Regulators generally recognize this, but also have to move forward on the presumption that people organizations will follow the rules of the game.
In designing social systems that are able to evolve we must build in social mechanisms that make it highly likely that breaking the rules will be discovered and punished by exclusion.
No sure that we can 'design' social systems, as the rule of unintended consequences too often creeps in.
Examples:
Working rules and social enforcement exist around spam. The rules are set in regulations around spam in many countries and the participants, including ISP's accept and enforce or support rules. In addition the vast majority of users work within the rules.
An example of nonworking rules would be anti-piracy rules. Breaking the rules is more the standard than the rules, and there is little effective punishment.

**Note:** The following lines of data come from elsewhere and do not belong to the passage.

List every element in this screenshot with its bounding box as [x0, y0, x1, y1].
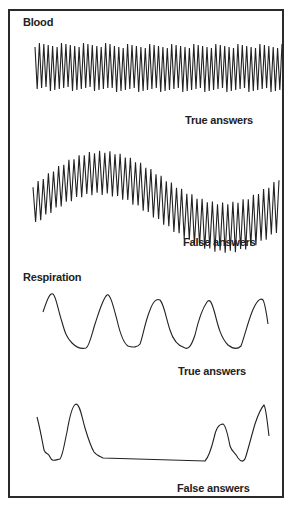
respiration-false-trace: [37, 404, 269, 461]
trace-canvas: [0, 0, 300, 510]
respiration-true-trace: [43, 294, 268, 349]
blood-false-trace: [33, 151, 279, 253]
blood-true-trace: [35, 43, 282, 92]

The difference between the two, or at least one difference, is in whose interests the rules were made. There is a common interest between the users and suppliers in the case of email (spammers are unwelcome interlopers, whereas there is a divergence of
interests between the content providers and content consumers in the case of privacy)
VRM works if the vendors can be confident in the identity of the customer, and if the customers can be assured of the identity of the vendors. Vendors can refuse to deal with people they cannot trust - while customers will refuse to deal with
vendors they cannot trust. Trust is broken when the rules of commerce are broken.

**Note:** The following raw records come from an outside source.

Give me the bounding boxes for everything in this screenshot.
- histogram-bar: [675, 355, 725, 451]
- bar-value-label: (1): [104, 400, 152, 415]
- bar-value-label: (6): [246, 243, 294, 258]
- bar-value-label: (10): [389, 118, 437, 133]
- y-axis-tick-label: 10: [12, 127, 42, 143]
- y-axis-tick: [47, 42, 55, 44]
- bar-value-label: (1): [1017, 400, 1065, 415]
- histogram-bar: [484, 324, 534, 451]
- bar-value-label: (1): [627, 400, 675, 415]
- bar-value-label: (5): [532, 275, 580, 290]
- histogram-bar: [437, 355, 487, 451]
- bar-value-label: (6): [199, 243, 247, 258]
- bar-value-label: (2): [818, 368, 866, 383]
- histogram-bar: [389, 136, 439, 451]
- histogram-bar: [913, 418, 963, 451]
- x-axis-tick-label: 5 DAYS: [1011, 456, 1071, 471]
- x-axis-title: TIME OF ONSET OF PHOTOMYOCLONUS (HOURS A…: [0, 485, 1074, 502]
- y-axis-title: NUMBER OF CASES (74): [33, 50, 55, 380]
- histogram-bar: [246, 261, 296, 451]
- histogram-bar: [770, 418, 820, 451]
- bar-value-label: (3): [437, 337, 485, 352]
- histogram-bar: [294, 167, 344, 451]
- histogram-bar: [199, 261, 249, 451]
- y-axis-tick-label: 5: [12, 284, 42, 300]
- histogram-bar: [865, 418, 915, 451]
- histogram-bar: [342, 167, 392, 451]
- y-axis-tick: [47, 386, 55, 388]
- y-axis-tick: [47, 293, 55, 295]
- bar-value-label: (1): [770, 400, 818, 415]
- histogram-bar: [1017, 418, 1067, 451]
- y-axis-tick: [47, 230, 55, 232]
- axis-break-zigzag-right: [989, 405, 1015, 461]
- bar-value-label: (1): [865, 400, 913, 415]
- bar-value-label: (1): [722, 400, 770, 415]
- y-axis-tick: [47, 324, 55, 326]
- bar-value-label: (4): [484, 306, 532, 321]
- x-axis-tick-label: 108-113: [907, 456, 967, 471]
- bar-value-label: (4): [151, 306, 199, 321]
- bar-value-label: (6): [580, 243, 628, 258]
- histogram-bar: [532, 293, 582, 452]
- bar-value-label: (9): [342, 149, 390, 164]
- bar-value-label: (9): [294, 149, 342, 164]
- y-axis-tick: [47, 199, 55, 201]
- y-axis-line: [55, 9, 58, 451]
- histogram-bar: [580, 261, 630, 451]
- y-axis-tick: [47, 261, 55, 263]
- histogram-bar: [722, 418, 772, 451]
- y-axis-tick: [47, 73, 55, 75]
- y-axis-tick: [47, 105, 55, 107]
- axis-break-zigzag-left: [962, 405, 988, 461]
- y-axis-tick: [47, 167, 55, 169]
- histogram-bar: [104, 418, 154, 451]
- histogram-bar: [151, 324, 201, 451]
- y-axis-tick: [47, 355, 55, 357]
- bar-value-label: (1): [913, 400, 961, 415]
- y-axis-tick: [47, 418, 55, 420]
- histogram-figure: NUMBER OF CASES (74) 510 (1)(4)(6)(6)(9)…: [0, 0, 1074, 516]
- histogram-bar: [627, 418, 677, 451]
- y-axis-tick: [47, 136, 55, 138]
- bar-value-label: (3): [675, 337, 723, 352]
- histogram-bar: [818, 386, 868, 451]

VRM works and trust can be built, I would argue, when the vendors and customers have a common interest. There is a common interest when there is a commercial relationship between the two where one wants to buy what the other has to sell. Your argument
about customers and vendors fails when it comes to 'free' services because customers are, in fact, the advertisers and data aggregators that pay for the services provided. The fact that there is a trusted relationship between service provider and advertiser
is the problem. So for these free services, your argument suggest to me that there needs to be a three way transitive trust relationship - Advertisor/Aggregator <-> Service Provider <-> Service Consumer.
If you look at successful living systems then this principle is everywhere. Darwin had it right when he talked about survival of the fittest. Those who interpreted him by thinking that the fittest were the fittest in a competitive sense were
wrong. The fittest are those who best fitted into the environment and cooperated with other entities in the environment so that they were able to survive and pass on their genes.
The best solution to passing on genes isn't always cooperation. Both symbiosis and parasitism work in evolutionary time. VRM is an argument for symbiosis (mutual benefit), but the current model is parasitic.
Humans have made the evolutionary step of being able to create environments in which to live and evolve. The environments we create that best survive are those where the forces of cooperation and the interests of the group outweigh the forces
of competition and self interest. To see how this works read "Super Cooperators - Altruism Evolution, and why we need each other to succeed" by Nowak and Highfield."
In the world of commerce knowing who the other party is so you can refuse to deal with them is the reason why VRM enables self regulation through exclusion. Stop cooperating and give individual entities the ability to stop dealing with the rule
breakers enforces compliance. Trying to enforce compliance of rules by force does not work in the interconnected world of commerce. Excluding rule breakers from a profitable participation does work.